Internal warnings drafted by US Agency for International Development (USAID) staff in early 2024 describing northern Gaza as an “apocalyptic wasteland” were prevented from reaching senior levels of the US government, despite detailing extreme humanitarian devastation following "Israel’s" military assault, Reuters reported on Friday.

The suppressed February 2024 cable, compiled three months after the start of the genocide, drew on United Nations fact-finding missions conducted in January and February. According to former US officials and documents reviewed by Reuters, the report contained graphic firsthand accounts of mass casualties, abandoned bodies, exposed human remains, and what officials described as “catastrophic human needs, particularly for food and safe drinking water.”

The cable was blocked from wider circulation by US Ambassador to "Israel" Jack Lew and his deputy, Stephanie Hallett, who argued the assessment lacked sufficient balance, sources familiar with the matter said. Neither Lew nor Hallett responded to requests for comment.

Gaza warnings suppressed

Former USAID officials told Reuters the report was one of at least five cables sent in early 2024 documenting the rapid collapse of health services, sanitation systems, food access, and social order for Palestinians in Gaza. All five, they said, were either restricted or prevented from reaching senior policymakers.

Three former US officials said the descriptions were unusually stark and likely would have commanded immediate attention had they been allowed to circulate within former President Joe Biden’s administration. They added that the cables could have intensified scrutiny of a National Security Memorandum issued that month, which conditioned US military and intelligence assistance on "Israel’s" adherence to international law.

“While cables weren’t the only means of providing humanitarian information ... they would have represented an acknowledgement by the ambassador of the reality of the situation in Gaza,” said Andrew Hall, then a crisis operations specialist for USAID.

Embassy controlled cables

According to Reuters, the US Embassy in occupied al-Quds exercised control over both the language and distribution of most Gaza-related cables, including those originating from other embassies in the region. Former officials said Lew and Hallett frequently argued that the information contained in USAID reports was already available through media coverage.

Although senior US officials were broadly aware of worsening conditions through National Security Council reporting, former officials said restricted access to Gaza meant policymakers were not regularly receiving detailed, firsthand humanitarian assessments. Aid organizations had meanwhile been warning of imminent famine risks.

“Simply put, humanitarian expertise was repeatedly sidelined, blocked, ignored,” a former member of USAID’s Middle East disaster response team told Reuters.

One approved, one blocked

In contrast, the embassy did authorize the wider circulation of a separate January 2024 cable on food insecurity across Gaza, which later appeared in the president’s daily briefing. That report described rising famine risks in the north and severe food shortages elsewhere in the enclave, surprising senior officials by how rapidly conditions had deteriorated.

The February cable on northern Gaza relied on assessments by UN agencies, including UNRWA, the UN Mine Action Service, and the UN Office for the Coordination of Humanitarian Affairs. While it cleared USAID and State Department Palestinian Affairs offices, Hallett ultimately barred its broader release, a move that former officials said would not have occurred without Lew’s approval.

Mounting deaths

The war on Gaza has resulted in more than 71,000 Palestinian deaths, according to Gaza health authorities.

Despite repeated ceasefire efforts, the fighting has continued, deepening humanitarian suffering and political divisions within the United States over its support for "Israel".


> _Task to complete_
A single number is required: the count of lines in the following entries that include the word "components".

> _Source records_

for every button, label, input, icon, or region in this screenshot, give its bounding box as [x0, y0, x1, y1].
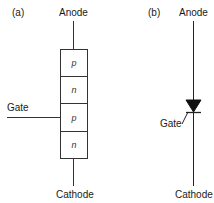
panel-a-tag: (a) — [12, 7, 24, 19]
cathode-label-b: Cathode — [175, 189, 213, 201]
layer-label-4: n — [71, 140, 76, 150]
thyristor-triangle-icon — [186, 100, 201, 112]
gate-lead-b — [182, 113, 188, 124]
gate-label-a: Gate — [7, 102, 29, 114]
anode-label-b: Anode — [179, 7, 208, 19]
layer-label-1: p — [70, 58, 76, 68]
anode-label-a: Anode — [59, 7, 88, 19]
layer-label-2: n — [71, 85, 76, 95]
panel-b-tag: (b) — [148, 7, 160, 19]
cathode-label-a: Cathode — [56, 189, 94, 201]
layer-label-3: p — [70, 113, 76, 123]
diagram-canvas: p n p n — [0, 0, 214, 203]
panel-b-symbol — [182, 21, 201, 186]
gate-label-b: Gate — [160, 118, 182, 130]
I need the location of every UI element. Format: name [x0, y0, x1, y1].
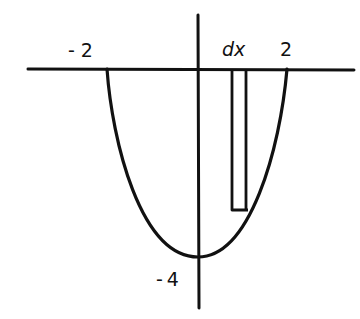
label-dx: dx — [222, 38, 246, 60]
x-axis — [28, 69, 354, 70]
label-neg-4: -4 — [156, 268, 183, 290]
parabola-area-diagram: -2 dx 2 -4 — [0, 0, 360, 319]
dx-strip-rectangle — [232, 70, 248, 210]
label-neg-2: -2 — [68, 39, 99, 61]
label-2: 2 — [280, 38, 292, 60]
y-axis — [198, 15, 199, 308]
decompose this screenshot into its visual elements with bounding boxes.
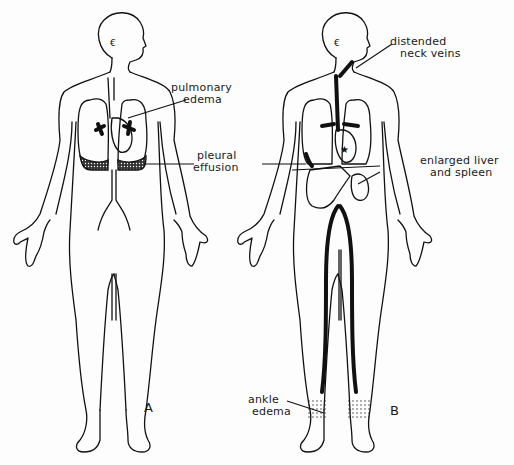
annotation-line2: effusion: [193, 162, 239, 174]
svg-text:€: €: [110, 38, 116, 48]
annotation-line2: neck veins: [390, 48, 461, 60]
panel-label-a: A: [144, 400, 153, 415]
heart-failure-diagram: €: [0, 0, 514, 465]
panel-label-b: B: [390, 403, 399, 418]
annotation-enlarged-liver-spleen: enlarged liver and spleen: [420, 155, 499, 179]
annotation-distended-neck-veins: distended neck veins: [390, 36, 461, 60]
svg-text:★: ★: [340, 144, 349, 155]
annotation-pleural-effusion: pleural effusion: [197, 150, 239, 174]
figure-b-body: € ★: [238, 13, 432, 452]
annotation-ankle-edema: ankle edema: [248, 394, 291, 418]
annotation-line2: edema: [248, 406, 291, 418]
annotation-line2: edema: [171, 94, 232, 106]
svg-text:€: €: [334, 38, 340, 48]
figure-a-body: €: [14, 13, 208, 452]
annotation-line2: and spleen: [420, 167, 499, 179]
annotation-pulmonary-edema: pulmonary edema: [171, 82, 232, 106]
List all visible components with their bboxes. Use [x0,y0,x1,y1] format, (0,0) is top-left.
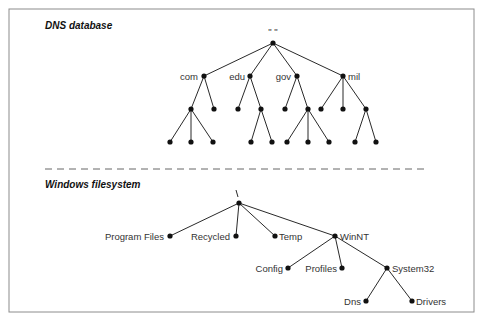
fs-label-dns: Dns [344,296,361,307]
fs-label-winnt: WinNT [340,231,369,242]
dns-label-gov: gov [276,71,292,82]
fs-label-profiles: Profiles [305,263,337,274]
dns-root-label: " " [268,26,277,37]
fs-label-temp: Temp [279,231,302,242]
fs-root-backslash-glyph [236,190,238,197]
dns-tree-nodes [167,40,378,144]
dns-label-edu: edu [229,71,245,82]
fs-section-title: Windows filesystem [45,179,141,190]
fs-label-recycled: Recycled [191,231,230,242]
fs-label-drivers: Drivers [416,296,446,307]
dns-section-title: DNS database [45,20,113,31]
fs-label-system32: System32 [392,263,434,274]
fs-tree-nodes [167,200,414,303]
dns-label-mil: mil [348,71,360,82]
dns-label-com: com [180,71,198,82]
fs-label-program-files: Program Files [105,231,164,242]
dns-tree-edges [170,43,376,142]
fs-tree-edges [170,203,412,301]
diagram-canvas: DNS database [0,0,484,323]
fs-label-config: Config [256,263,283,274]
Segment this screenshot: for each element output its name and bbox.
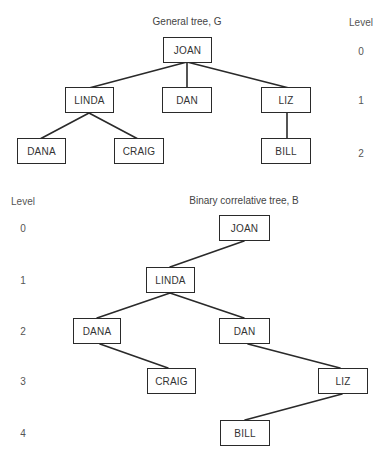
- binary-tree-level-4: 4: [20, 428, 26, 439]
- binary-tree-level-2: 2: [20, 326, 26, 337]
- general-tree-level-2: 2: [358, 148, 364, 159]
- binary-node-liz: LIZ: [318, 368, 368, 394]
- general-tree-level-header: Level: [349, 17, 373, 28]
- general-node-joan: JOAN: [163, 37, 212, 63]
- binary-node-craig: CRAIG: [147, 368, 196, 394]
- general-node-liz: LIZ: [261, 87, 311, 113]
- edge-b-dan-liz: [248, 344, 340, 368]
- general-node-dan: DAN: [162, 87, 212, 113]
- binary-node-bill: BILL: [220, 420, 270, 446]
- binary-tree-title: Binary correlative tree, B: [189, 195, 299, 206]
- edge-b-liz-bill: [245, 394, 342, 420]
- edge-g-joan-linda: [89, 62, 187, 88]
- general-node-linda: LINDA: [65, 87, 114, 113]
- binary-tree-level-3: 3: [20, 376, 26, 387]
- diagram-canvas: General tree, G Level 0 1 2 JOAN LINDA D…: [0, 0, 386, 459]
- edge-g-joan-liz: [187, 62, 289, 88]
- binary-node-linda: LINDA: [146, 267, 195, 293]
- edge-g-linda-craig: [89, 113, 138, 139]
- general-tree-level-0: 0: [358, 46, 364, 57]
- general-tree-title: General tree, G: [153, 16, 222, 27]
- general-node-craig: CRAIG: [114, 138, 164, 164]
- edge-b-joan-linda: [170, 241, 244, 267]
- general-tree-level-1: 1: [358, 95, 364, 106]
- binary-tree-level-1: 1: [20, 275, 26, 286]
- binary-node-joan: JOAN: [219, 215, 270, 241]
- edge-b-dana-craig: [100, 344, 168, 368]
- binary-tree-level-0: 0: [20, 223, 26, 234]
- edge-b-linda-dan: [170, 293, 244, 318]
- binary-node-dana: DANA: [73, 318, 121, 344]
- general-node-dana: DANA: [17, 138, 66, 164]
- edge-g-linda-dana: [40, 113, 89, 139]
- general-node-bill: BILL: [261, 138, 311, 164]
- binary-tree-level-header: Level: [11, 196, 35, 207]
- edge-b-linda-dana: [97, 293, 170, 318]
- binary-node-dan: DAN: [219, 318, 270, 344]
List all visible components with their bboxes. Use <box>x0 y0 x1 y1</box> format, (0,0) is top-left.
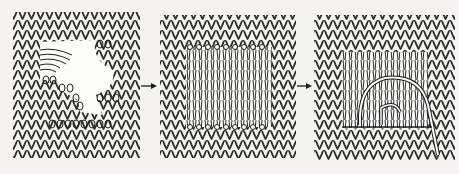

> _Solution_
2